AUS: Aboriginal soldier, Private William Allan Irwin, captured three machine gun posts during a fierce battle in France during World War 1 and was struck down attempting to silence a fourth. He was awarded the Distinguished Conduct Medal – the second-highest award for bravery at the time. Yet in the same battle, another Australian soldier – Private George Cartwright – received the Victoria Cross, the nation’s highest military honour, for capturing a single machine gun position.

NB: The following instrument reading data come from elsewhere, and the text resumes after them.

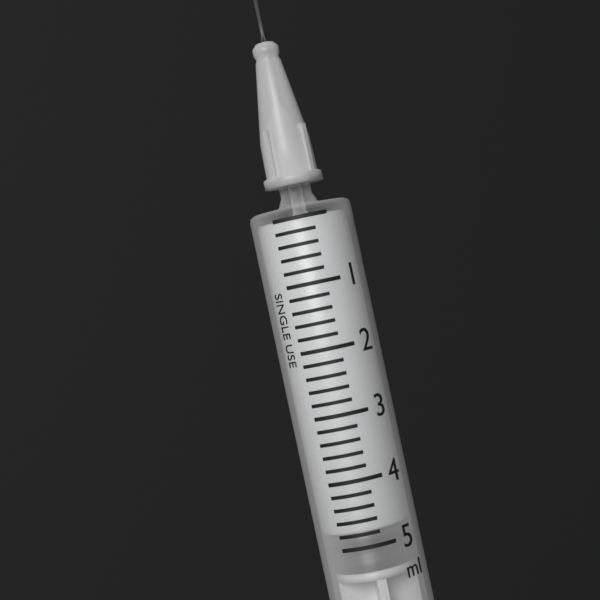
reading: 4.8 ml
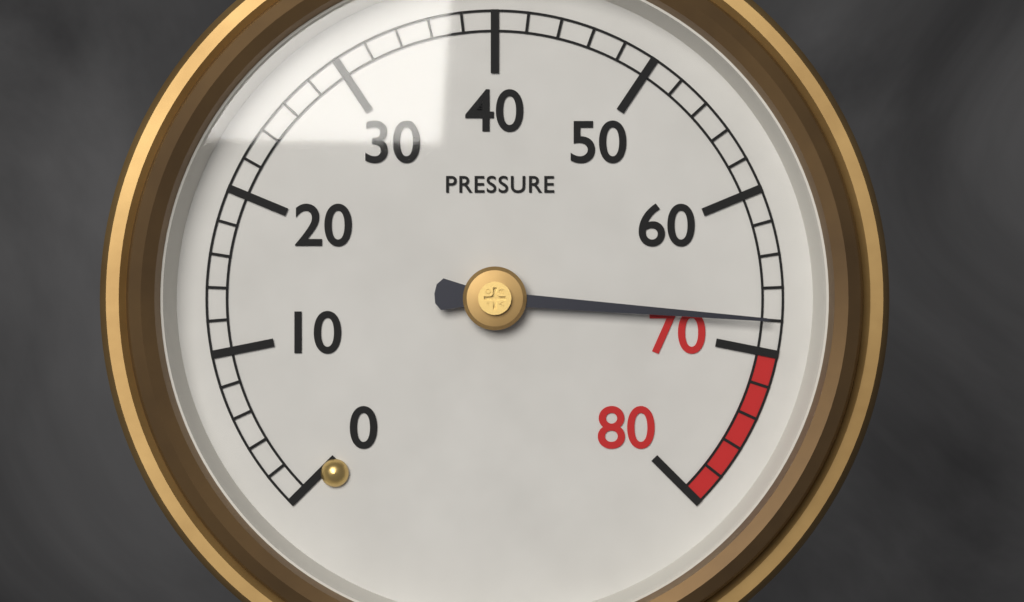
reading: 68 (no unit)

AUS: This edition, number 876, marks 35 years since the Koori Mail began. What started as a seed of an idea to ‘provide a voice for Kooris everywhere’, has grown and flourished to become a much loved newspaper across the country, with the honour of being the first in Australia to be fully digitised as a national resource by the Australian Institute of Aboriginal and Torres Strait Islander Studies.
WA: An Aboriginal community awarded $150 million in compensation in a battle with a mining giant says it is a win for First Nations peoples, but the group says its disappointed with the size of the payout after Andrew Forrest’s Fortescue Metals Group built lucrative mines on its lands without agreement and destroyed cultural sites.
AUS: The Koori Mail spoke with Phoebe Marson Gulpilil, daughter of David Gulpilil, who is actively involved in preserving her father’s legacy. As a policy maker at Djarrka, a Yolngu-led consultancy focusing on strategic policy and community impact, Phoebe works across First Nations organisations, bridging two worlds – the old and the new – just like her father before her.
VIC: The Torch program recently launched Confined 17 showcasing works from First Nations artists with experiences of incarceration. The program mentors First Nations inmates in Victoria’s prisons, reconnecting community members with culture and offering an opportunity to earn income from their art.